Any idea would be greatly appreciated.
Do you see your please install some_command first message anywhere? Is it in $conf_path from the local conf_path="$(get_conf_dir)/foo.conf" line? Do you have a $conf_path value of please install some_command first/foo.conf? Which then fails the -r test?
No, you don't. (But feel free to echo the value of $conf_path in that exit 200 block to confirm this fact.) (Also Error messages should, in general, get sent to standard error and not standard output anyway. So they should be echo "..." 2>&1. That way they don't be caught by the normal command substitution at all.)
The reason you don't is because that exit 100 block is never happening.
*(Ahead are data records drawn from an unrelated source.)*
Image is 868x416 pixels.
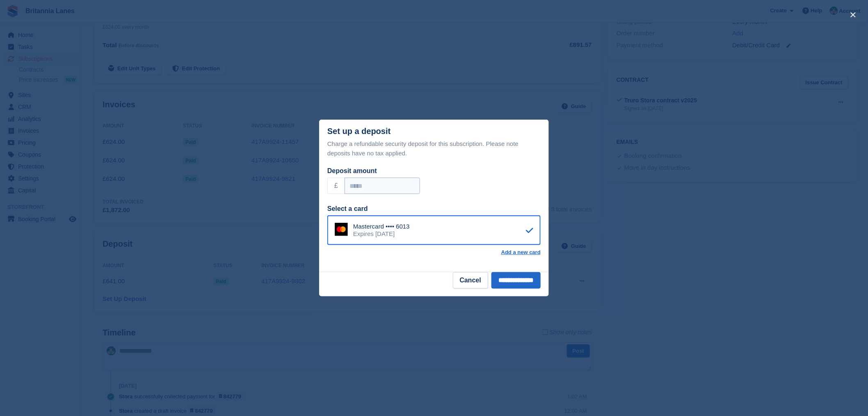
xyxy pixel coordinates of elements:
[353,230,410,237] div: Expires [DATE]
[847,8,860,21] button: close
[353,223,410,230] div: Mastercard •••• 6013
[453,272,488,288] button: Cancel
[335,223,348,236] img: Mastercard Logo
[327,140,541,157] p: Charge a refundable security deposit for this subscription. Please note deposits have no tax appl...
[327,167,377,174] label: Deposit amount
[501,249,541,256] a: Add a new card
[327,204,541,214] div: Select a card
[327,126,391,136] div: Set up a deposit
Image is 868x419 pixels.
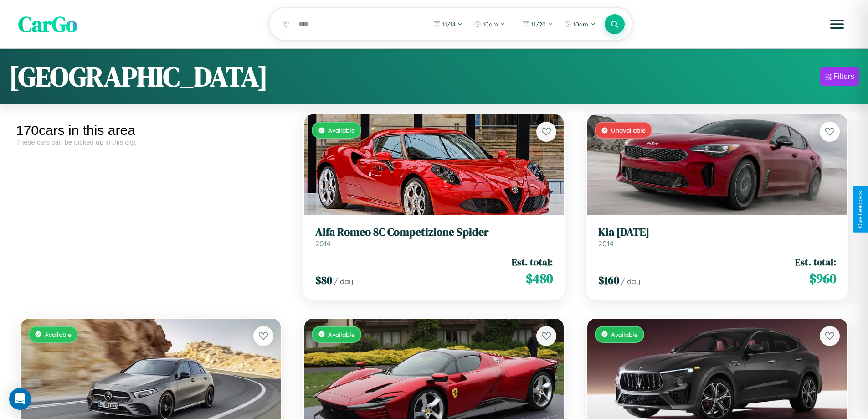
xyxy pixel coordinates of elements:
[429,17,468,32] button: 11/14
[559,17,600,32] button: 10am
[598,273,619,288] span: $ 160
[598,226,836,248] a: Kia [DATE]2014
[315,273,332,288] span: $ 80
[328,126,355,134] span: Available
[611,126,646,134] span: Unavailable
[469,17,510,32] button: 10am
[18,9,77,39] span: CarGo
[315,226,553,239] h3: Alfa Romeo 8C Competizione Spider
[573,20,588,28] span: 10am
[809,269,836,288] span: $ 960
[483,20,498,28] span: 10am
[443,20,456,28] span: 11 / 14
[45,331,71,338] span: Available
[857,191,863,228] div: Give Feedback
[9,388,31,410] div: Open Intercom Messenger
[315,226,553,248] a: Alfa Romeo 8C Competizione Spider2014
[526,269,553,288] span: $ 480
[328,331,355,338] span: Available
[598,239,613,248] span: 2014
[518,17,557,32] button: 11/20
[824,11,850,37] button: Open menu
[795,255,836,269] span: Est. total:
[833,72,854,81] div: Filters
[621,276,640,286] span: / day
[9,58,268,95] h1: [GEOGRAPHIC_DATA]
[315,239,330,248] span: 2014
[512,255,553,269] span: Est. total:
[16,138,286,146] div: These cars can be picked up in this city.
[16,123,286,138] div: 170 cars in this area
[531,20,545,28] span: 11 / 20
[820,67,859,86] button: Filters
[598,226,836,239] h3: Kia [DATE]
[334,276,353,286] span: / day
[611,331,638,338] span: Available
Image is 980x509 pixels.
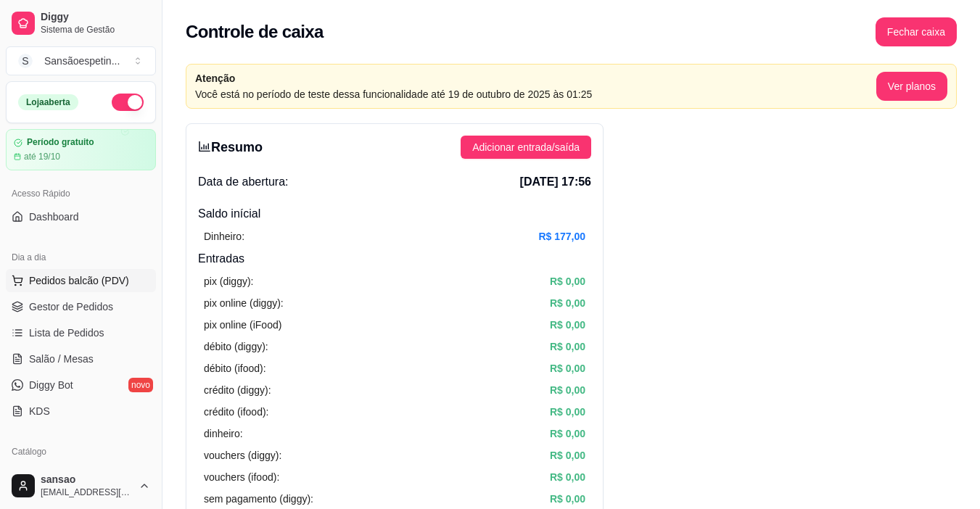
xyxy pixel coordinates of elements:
span: Gestor de Pedidos [29,299,113,314]
button: Pedidos balcão (PDV) [6,269,156,292]
span: [DATE] 17:56 [520,173,591,191]
article: R$ 0,00 [550,426,585,441]
a: Diggy Botnovo [6,374,156,397]
a: Lista de Pedidos [6,321,156,345]
article: crédito (ifood): [204,403,268,420]
article: Atenção [195,70,876,86]
article: vouchers (ifood): [204,469,279,484]
article: R$ 0,00 [550,490,585,507]
article: R$ 0,00 [550,447,585,463]
span: Data de abertura: [198,173,289,191]
span: Adicionar entrada/saída [472,139,579,155]
a: Dashboard [6,205,156,228]
a: DiggySistema de Gestão [6,6,156,41]
a: Salão / Mesas [6,347,156,371]
div: Acesso Rápido [6,182,156,205]
article: R$ 0,00 [550,317,585,333]
a: KDS [6,400,156,423]
span: bar-chart [198,140,211,153]
article: R$ 0,00 [550,339,585,354]
h4: Entradas [198,250,591,267]
span: Dashboard [29,209,79,224]
span: Diggy Bot [29,377,73,392]
span: KDS [29,403,50,418]
div: Loja aberta [18,95,78,110]
article: R$ 0,00 [550,360,585,376]
a: Ver planos [876,80,947,92]
a: Gestor de Pedidos [6,295,156,318]
button: Ver planos [876,71,947,100]
article: débito (ifood): [204,360,266,376]
span: sansao [41,473,133,486]
button: Alterar Status [112,94,144,111]
button: sansao[EMAIL_ADDRESS][DOMAIN_NAME] [6,468,156,503]
article: R$ 0,00 [550,382,585,398]
h4: Saldo inícial [198,205,591,223]
article: R$ 177,00 [538,228,585,244]
span: Sistema de Gestão [41,24,150,36]
span: [EMAIL_ADDRESS][DOMAIN_NAME] [41,486,133,498]
a: Período gratuitoaté 19/10 [6,129,156,170]
span: Salão / Mesas [29,351,94,366]
article: Dinheiro: [204,228,244,244]
h3: Resumo [198,137,263,157]
article: sem pagamento (diggy): [204,490,314,507]
article: até 19/10 [24,151,60,162]
span: Lista de Pedidos [29,325,104,340]
article: pix online (iFood) [204,317,281,333]
span: S [18,54,33,68]
article: R$ 0,00 [550,295,585,311]
article: R$ 0,00 [550,273,585,289]
article: dinheiro: [204,426,243,441]
article: pix (diggy): [204,273,253,289]
div: Sansãoespetin ... [44,54,120,68]
article: R$ 0,00 [550,469,585,484]
h2: Controle de caixa [185,20,323,43]
article: débito (diggy): [204,339,268,354]
article: crédito (diggy): [204,382,271,398]
button: Fechar caixa [875,17,956,46]
button: Adicionar entrada/saída [460,135,591,159]
div: Dia a dia [6,246,156,269]
div: Catálogo [6,440,156,463]
article: Você está no período de teste dessa funcionalidade até 19 de outubro de 2025 às 01:25 [195,86,876,102]
span: Pedidos balcão (PDV) [29,273,129,288]
span: Diggy [41,11,150,24]
article: R$ 0,00 [550,403,585,420]
article: vouchers (diggy): [204,447,281,463]
article: Período gratuito [27,137,95,148]
article: pix online (diggy): [204,295,284,311]
button: Select a team [6,46,156,75]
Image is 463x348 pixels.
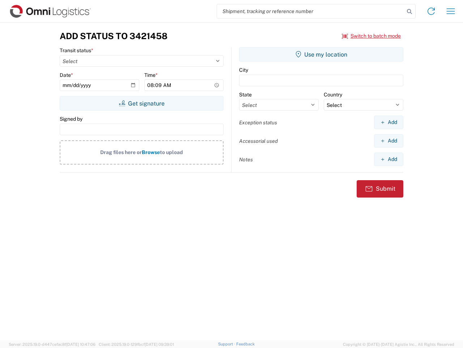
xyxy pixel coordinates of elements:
[374,152,404,166] button: Add
[66,342,96,346] span: [DATE] 10:47:06
[142,149,160,155] span: Browse
[100,149,142,155] span: Drag files here or
[374,116,404,129] button: Add
[239,67,248,73] label: City
[239,47,404,62] button: Use my location
[60,72,73,78] label: Date
[144,72,158,78] label: Time
[99,342,174,346] span: Client: 2025.19.0-129fbcf
[145,342,174,346] span: [DATE] 09:39:01
[217,4,405,18] input: Shipment, tracking or reference number
[239,119,277,126] label: Exception status
[218,341,236,346] a: Support
[239,156,253,163] label: Notes
[60,116,83,122] label: Signed by
[239,138,278,144] label: Accessorial used
[239,91,252,98] label: State
[343,341,455,347] span: Copyright © [DATE]-[DATE] Agistix Inc., All Rights Reserved
[60,47,93,54] label: Transit status
[342,30,401,42] button: Switch to batch mode
[60,31,168,41] h3: Add Status to 3421458
[236,341,255,346] a: Feedback
[60,96,224,110] button: Get signature
[9,342,96,346] span: Server: 2025.19.0-d447cefac8f
[160,149,183,155] span: to upload
[374,134,404,147] button: Add
[324,91,343,98] label: Country
[357,180,404,197] button: Submit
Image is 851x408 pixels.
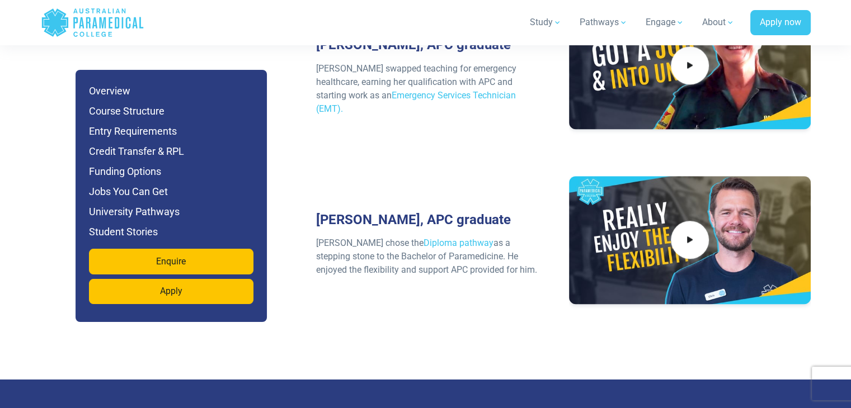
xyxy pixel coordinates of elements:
a: About [696,7,741,38]
a: Diploma pathway [424,238,494,248]
a: Engage [639,7,691,38]
a: Emergency Services Technician (EMT). [316,90,516,114]
p: [PERSON_NAME] swapped teaching for emergency healthcare, earning her qualification with APC and s... [316,62,544,116]
h3: [PERSON_NAME], APC graduate [309,212,551,228]
p: [PERSON_NAME] chose the as a stepping stone to the Bachelor of Paramedicine. He enjoyed the flexi... [316,237,544,277]
a: Apply now [750,10,811,36]
a: Australian Paramedical College [41,4,144,41]
a: Study [523,7,569,38]
a: Pathways [573,7,635,38]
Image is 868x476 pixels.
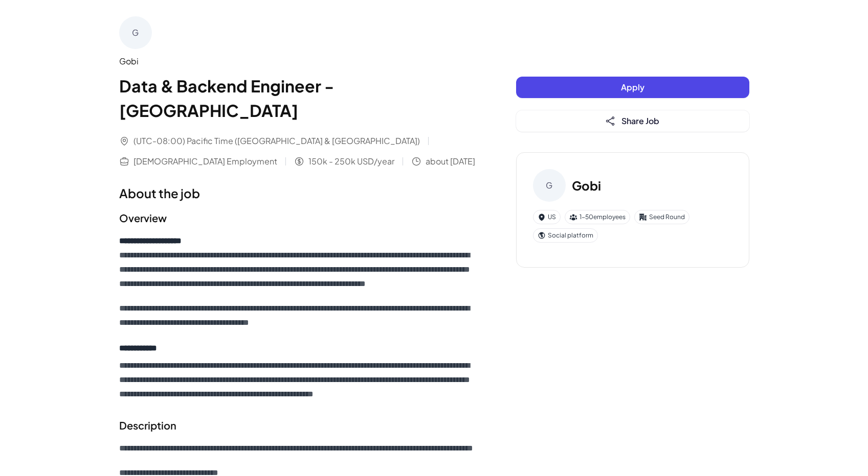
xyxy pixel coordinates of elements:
span: (UTC-08:00) Pacific Time ([GEOGRAPHIC_DATA] & [GEOGRAPHIC_DATA]) [133,135,420,147]
span: about [DATE] [426,156,475,168]
div: US [533,210,561,224]
h2: Overview [119,211,475,226]
span: Share Job [621,116,659,126]
span: Apply [621,81,644,92]
div: Seed Round [634,210,689,224]
span: [DEMOGRAPHIC_DATA] Employment [133,156,277,168]
h1: Data & Backend Engineer - [GEOGRAPHIC_DATA] [119,73,475,123]
div: Social platform [533,228,598,243]
span: 150k - 250k USD/year [309,156,394,168]
div: G [119,16,152,49]
h1: About the job [119,184,475,203]
button: Apply [516,77,749,98]
h3: Gobi [572,176,601,195]
button: Share Job [516,110,749,132]
h2: Description [119,418,475,434]
div: Gobi [119,55,475,67]
div: 1-50 employees [565,210,630,224]
div: G [533,169,566,202]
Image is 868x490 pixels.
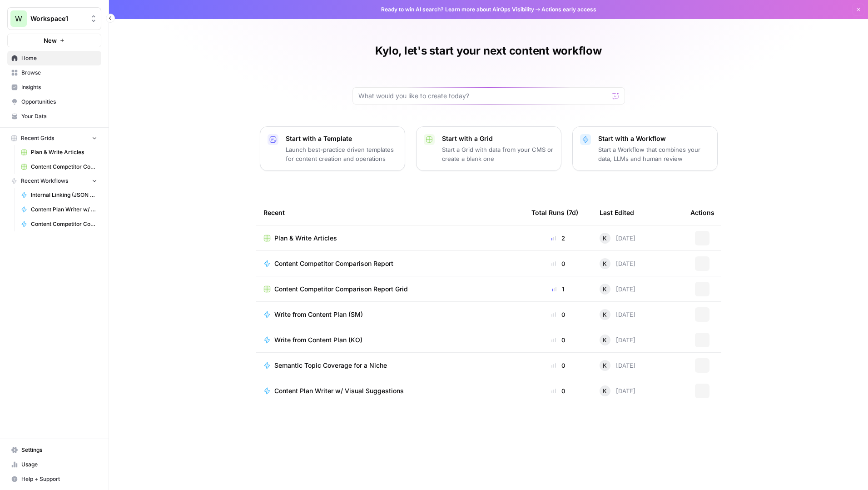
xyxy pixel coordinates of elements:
[442,145,554,163] p: Start a Grid with data from your CMS or create a blank one
[7,51,101,65] a: Home
[264,335,517,345] a: Write from Content Plan (KO)
[600,385,636,397] div: [DATE]
[17,217,101,232] a: Content Competitor Comparison Report
[7,65,101,80] a: Browse
[603,361,607,370] span: K
[21,446,97,454] span: Settings
[598,145,710,163] p: Start a Workflow that combines your data, LLMs and human review
[7,132,101,145] button: Recent Grids
[7,457,101,472] a: Usage
[21,98,97,106] span: Opportunities
[264,285,517,293] a: Content Competitor Comparison Report Grid
[264,310,517,319] a: Write from Content Plan (SM)
[17,160,101,174] a: Content Competitor Comparison Report Grid
[17,187,101,202] a: Internal Linking (JSON output)
[31,220,97,228] span: Content Competitor Comparison Report
[603,259,607,268] span: K
[603,233,607,243] span: K
[21,177,68,185] span: Recent Workflows
[274,361,387,370] span: Semantic Topic Coverage for a Niche
[7,174,101,187] button: Recent Workflows
[43,36,57,45] span: New
[598,134,710,143] p: Start with a Workflow
[264,233,517,243] a: Plan & Write Articles
[21,68,97,77] span: Browse
[31,205,97,214] span: Content Plan Writer w/ Visual Suggestions (KO)
[7,34,101,47] button: New
[286,145,398,163] p: Launch best-practice driven templates for content creation and operations
[274,310,363,319] span: Write from Content Plan (SM)
[603,335,607,345] span: K
[600,309,636,320] div: [DATE]
[17,145,101,160] a: Plan & Write Articles
[7,7,101,30] button: Workspace: Workspace1
[21,134,54,142] span: Recent Grids
[31,191,97,199] span: Internal Linking (JSON output)
[690,200,715,225] div: Actions
[600,233,636,243] div: [DATE]
[531,285,585,293] div: 1
[531,310,585,319] div: 0
[31,148,97,157] span: Plan & Write Articles
[31,162,97,171] span: Content Competitor Comparison Report Grid
[7,472,101,486] button: Help + Support
[531,259,585,268] div: 0
[600,200,635,225] div: Last Edited
[260,126,405,171] button: Start with a TemplateLaunch best-practice driven templates for content creation and operations
[603,285,607,293] span: K
[603,310,607,319] span: K
[274,259,393,268] span: Content Competitor Comparison Report
[264,386,517,395] a: Content Plan Writer w/ Visual Suggestions
[274,233,337,243] span: Plan & Write Articles
[531,386,585,395] div: 0
[600,283,636,295] div: [DATE]
[274,335,362,345] span: Write from Content Plan (KO)
[286,134,398,143] p: Start with a Template
[442,134,554,143] p: Start with a Grid
[600,258,636,269] div: [DATE]
[600,335,636,345] div: [DATE]
[15,13,22,24] span: W
[21,460,97,468] span: Usage
[21,54,97,62] span: Home
[21,83,97,91] span: Insights
[7,95,101,109] a: Opportunities
[603,386,607,395] span: K
[7,443,101,457] a: Settings
[274,386,404,395] span: Content Plan Writer w/ Visual Suggestions
[264,361,517,370] a: Semantic Topic Coverage for a Niche
[21,112,97,120] span: Your Data
[274,285,408,293] span: Content Competitor Comparison Report Grid
[358,91,608,101] input: What would you like to create today?
[7,80,101,95] a: Insights
[531,233,585,243] div: 2
[531,335,585,345] div: 0
[531,200,579,225] div: Total Runs (7d)
[542,5,596,14] span: Actions early access
[531,361,585,370] div: 0
[264,200,517,225] div: Recent
[7,109,101,124] a: Your Data
[375,43,602,58] h1: Kylo, let's start your next content workflow
[17,202,101,217] a: Content Plan Writer w/ Visual Suggestions (KO)
[30,14,85,23] span: Workspace1
[600,360,636,371] div: [DATE]
[21,475,97,483] span: Help + Support
[264,259,517,268] a: Content Competitor Comparison Report
[445,6,475,12] a: Learn more
[573,126,718,171] button: Start with a WorkflowStart a Workflow that combines your data, LLMs and human review
[381,5,535,14] span: Ready to win AI search? about AirOps Visibility
[416,126,562,171] button: Start with a GridStart a Grid with data from your CMS or create a blank one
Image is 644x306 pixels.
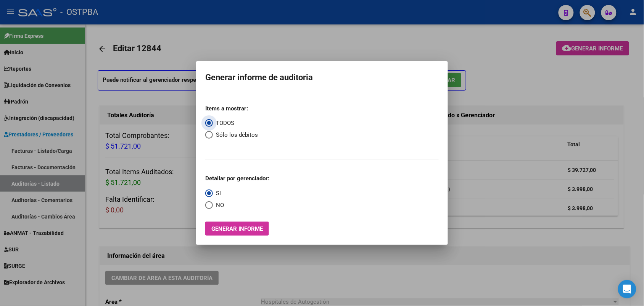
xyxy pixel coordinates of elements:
mat-radio-group: Select an option [205,168,269,209]
span: SI [213,189,221,198]
span: Sólo los débitos [213,130,258,139]
h1: Generar informe de auditoria [205,70,438,85]
strong: Detallar por gerenciador: [205,175,269,182]
mat-radio-group: Select an option [205,99,258,151]
div: Open Intercom Messenger [618,280,636,298]
strong: Items a mostrar: [205,105,248,112]
span: NO [213,201,224,210]
span: TODOS [213,118,234,127]
span: Generar informe [211,225,263,232]
button: Generar informe [205,222,269,235]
You can see this with set -x at the top of your script also. Go try it.
See what I mean?
The reason it isn't happening is that the failure return of some_command is being swallowed by the local path=$(some_command) assignment statement.
Try running this command:
f() { local a=$(false); echo "Returned: $?"; }; f
Do you expect to see Returned: 1? You might but you won't see that.
What you will see is Returned: 0.
Now try either of these versions:
f() { a=$(false); echo "Returned: $?"; }; f
f() { local a; a=$(false); echo "Returned: $?"; }; f
Get the output you expected in the first place?
Right. local and export and declare and typeset are statements on their own. They have their own return values. They ignore (and replace) the return value of the commands that execute in their contexts.
The solution to your problem is to split the local path and path=$(some_command) statements.
http://www.shellcheck.net/ catches this (and many other common errors). You should make it your friend.
In addition to the above (if you've managed to follow along this far) even with the changes mentioned so far your exit 100 won't exit the main script since it will only exit the sub-shell spawned by the command substitution in the assignment.
If you want that exit 100 to exit your script then you either need to notice and re-exit with it (check for get_conf_dir failure after the conf_path assignment and exit with the previous exit code) or drop the get_conf_dir function itself and just do that inline in read_conf.